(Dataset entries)
• • • •

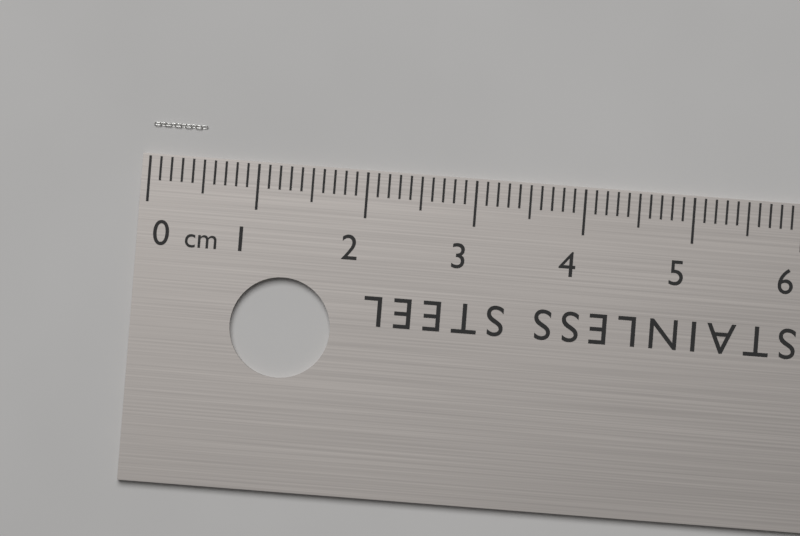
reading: 0.5 cm
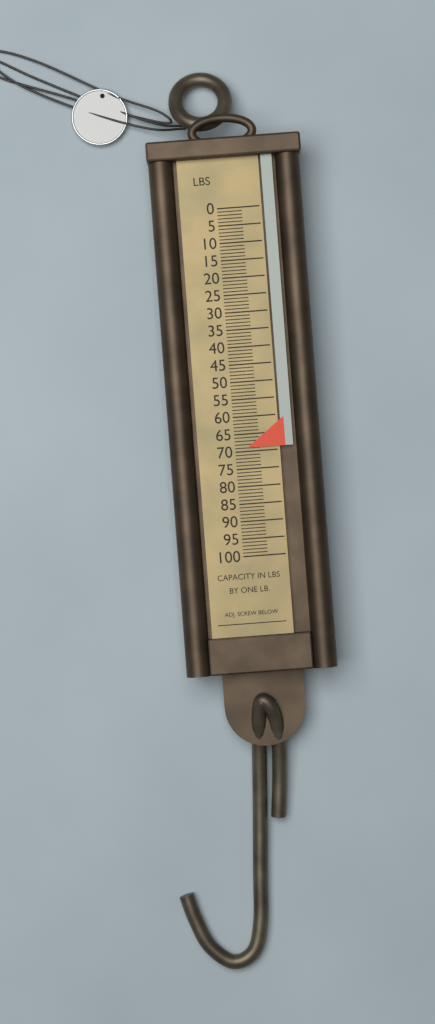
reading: 69 lb
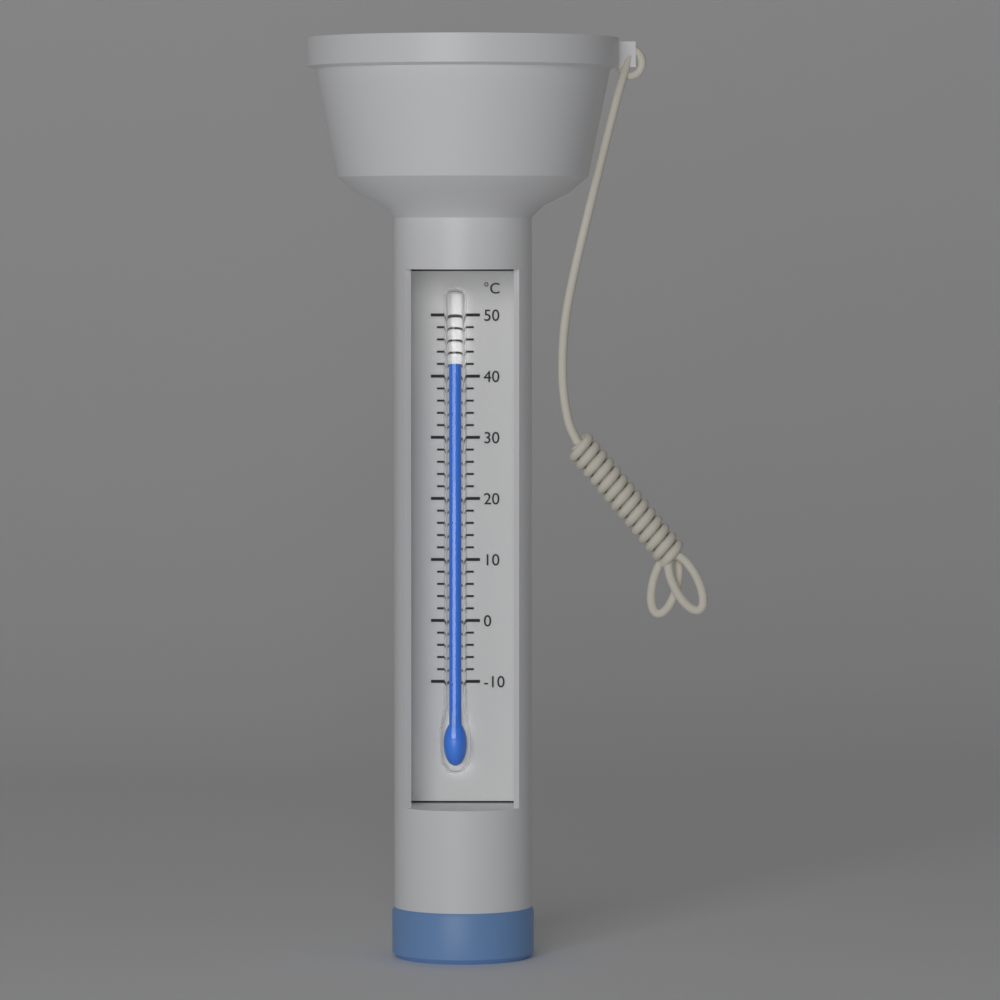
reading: 42 °C
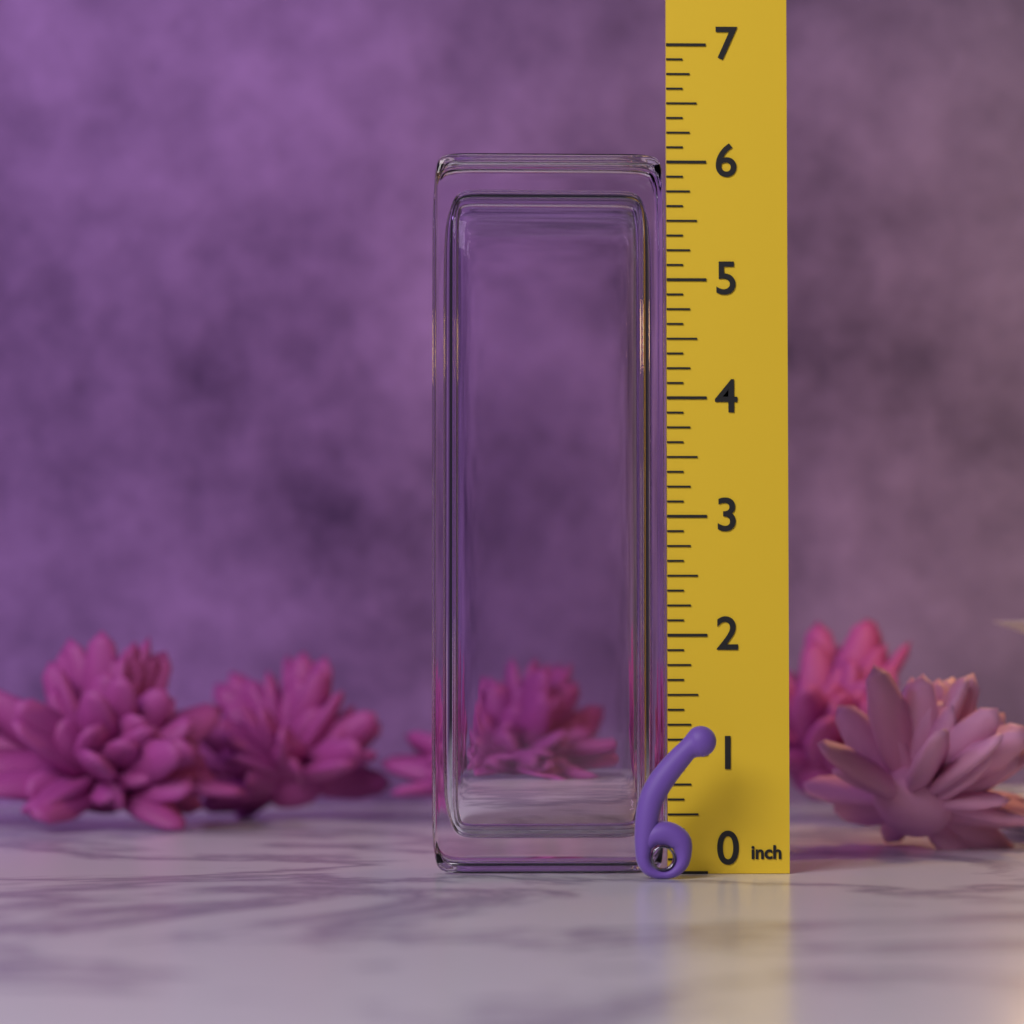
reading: 1.250 in
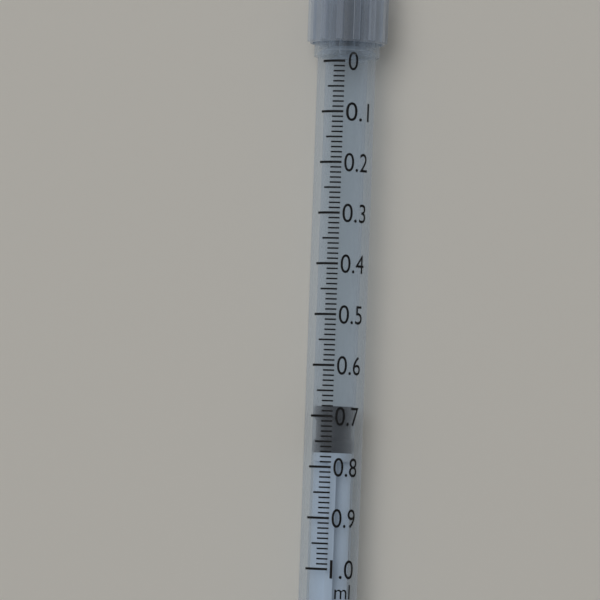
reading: 0.68 ml
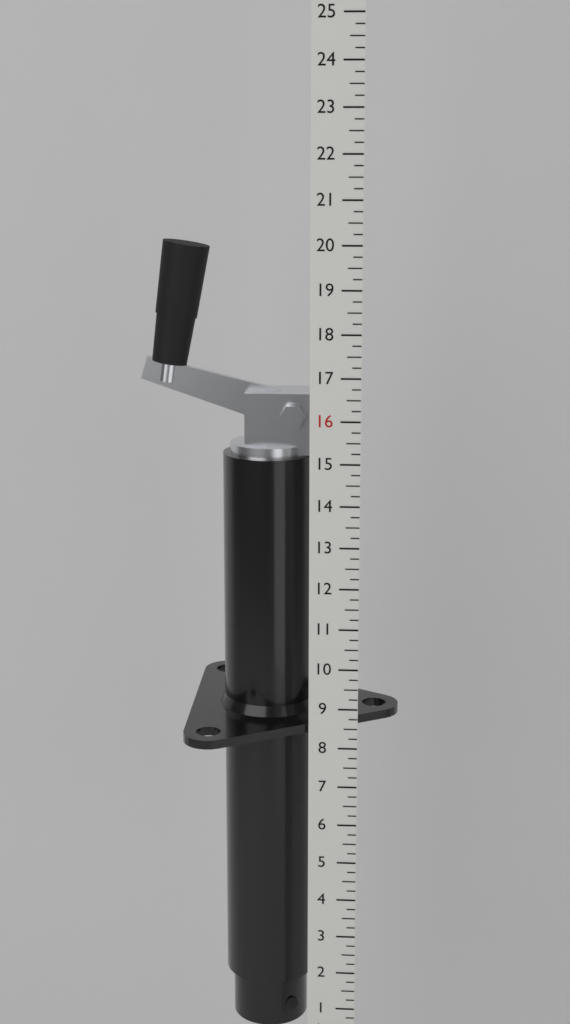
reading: 20.00 in
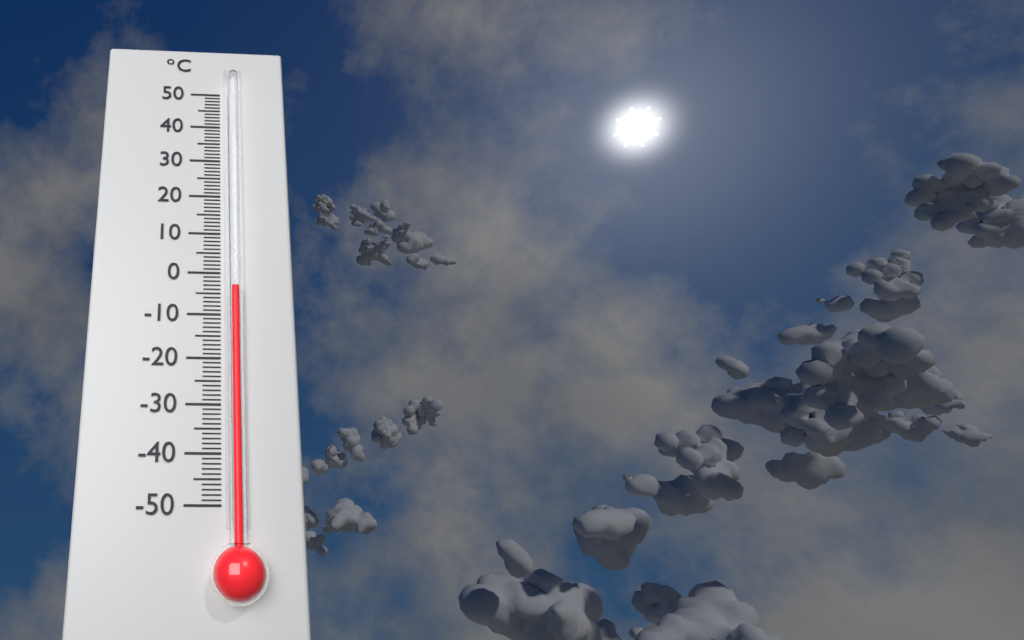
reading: -4 °C
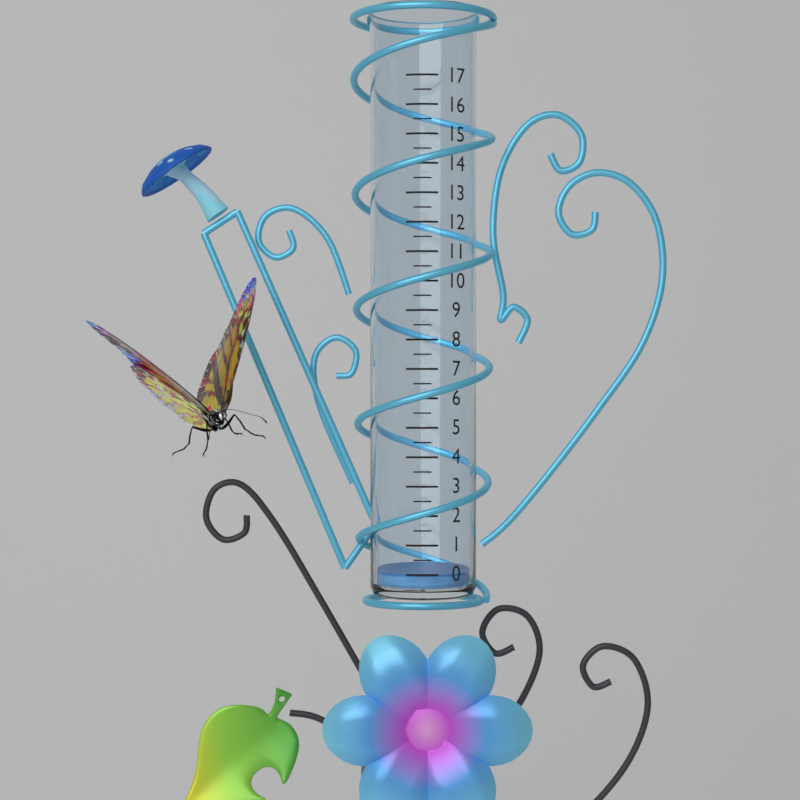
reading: 0.0 (no unit)
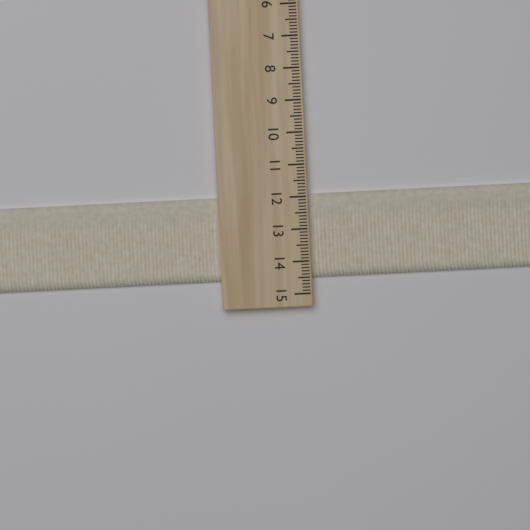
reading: 14.5 cm
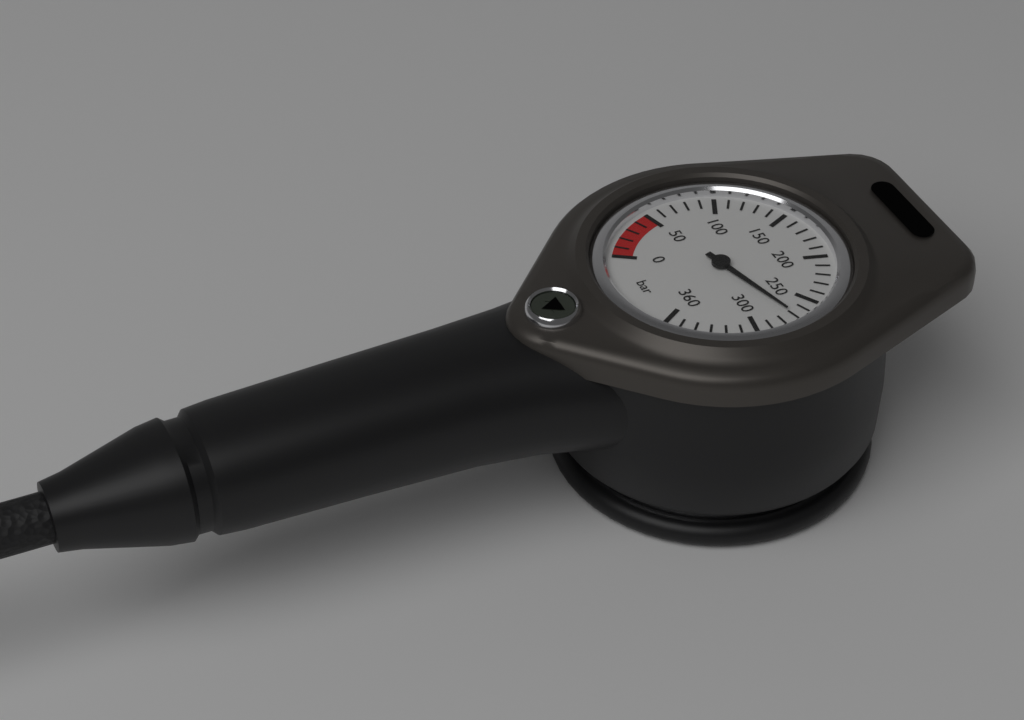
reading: 270 bar
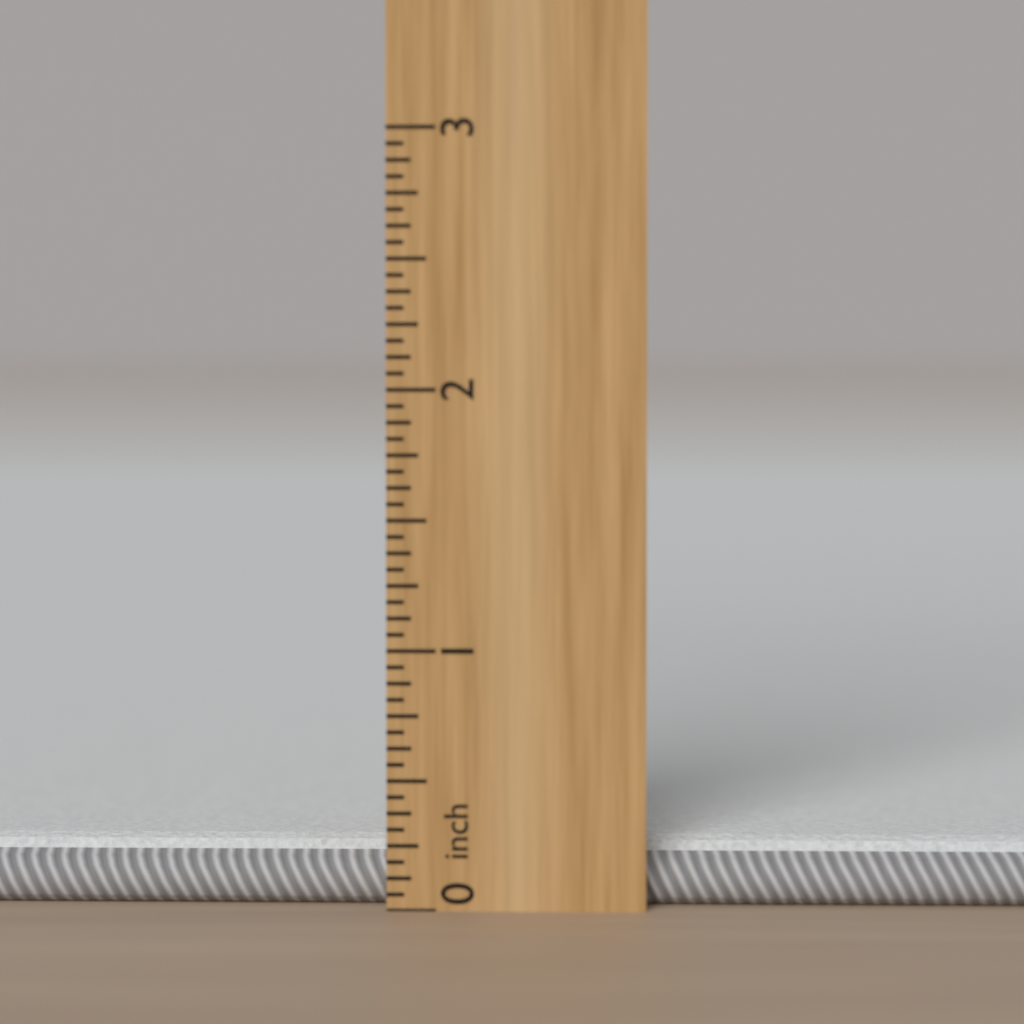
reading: 0.2500 inch
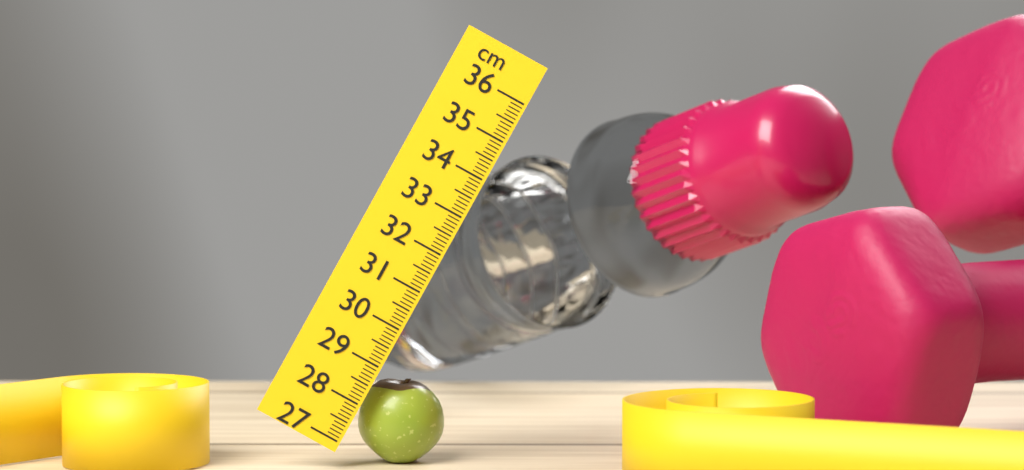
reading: 29.0 cm
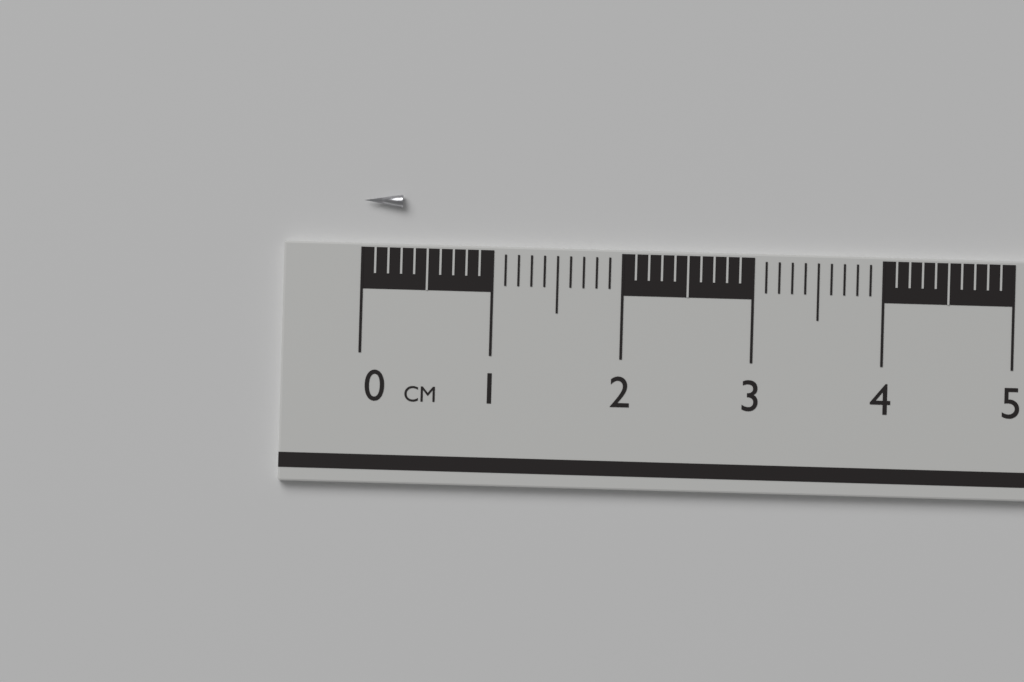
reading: 0.3 cm
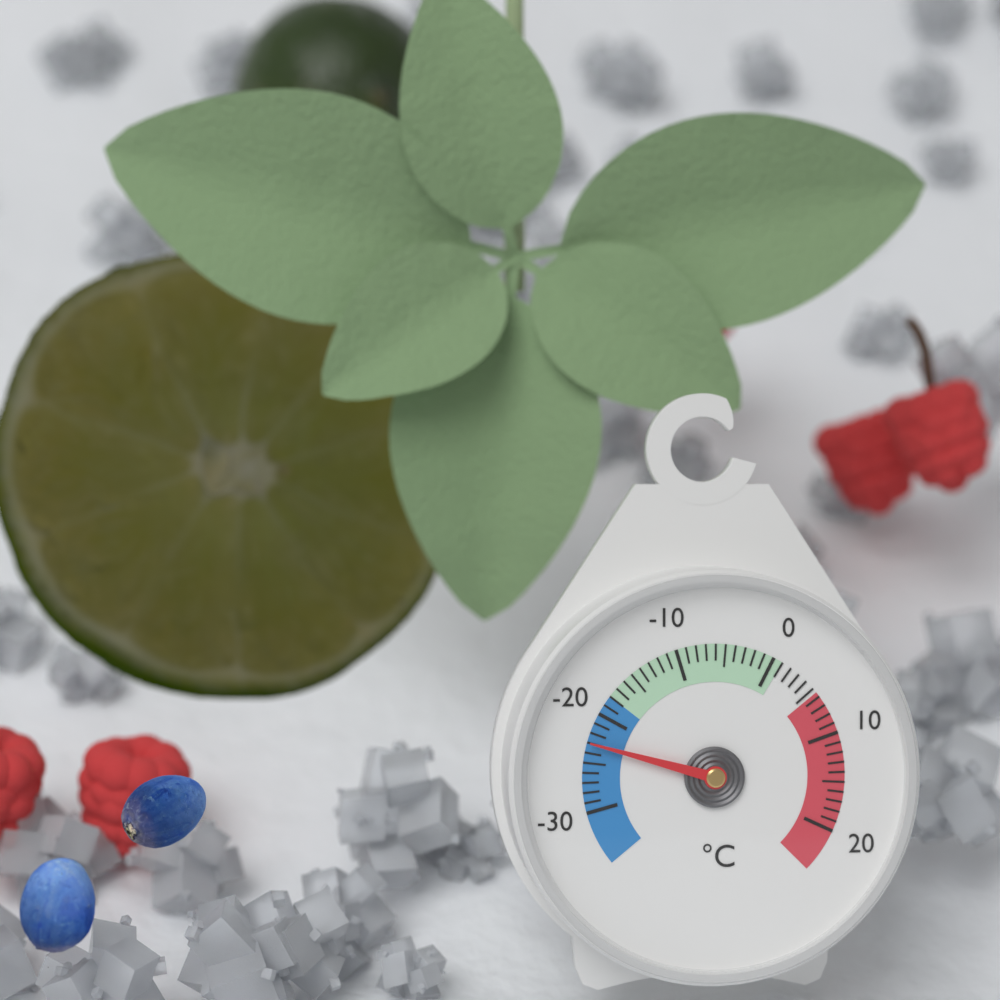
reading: -23 °C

• • • •

→ Instructions to follow: Once you find the line containing "reading: 69 lb", transcribe it and each line after it to the end of the records exactly, and leave out the pictures.

→ Answer section:
reading: 69 lb
reading: 42 °C
reading: 1.250 in
reading: 0.68 ml
reading: 20.00 in
reading: -4 °C
reading: 0.0 (no unit)
reading: 14.5 cm
reading: 270 bar
reading: 0.2500 inch
reading: 29.0 cm
reading: 0.3 cm
reading: -23 °C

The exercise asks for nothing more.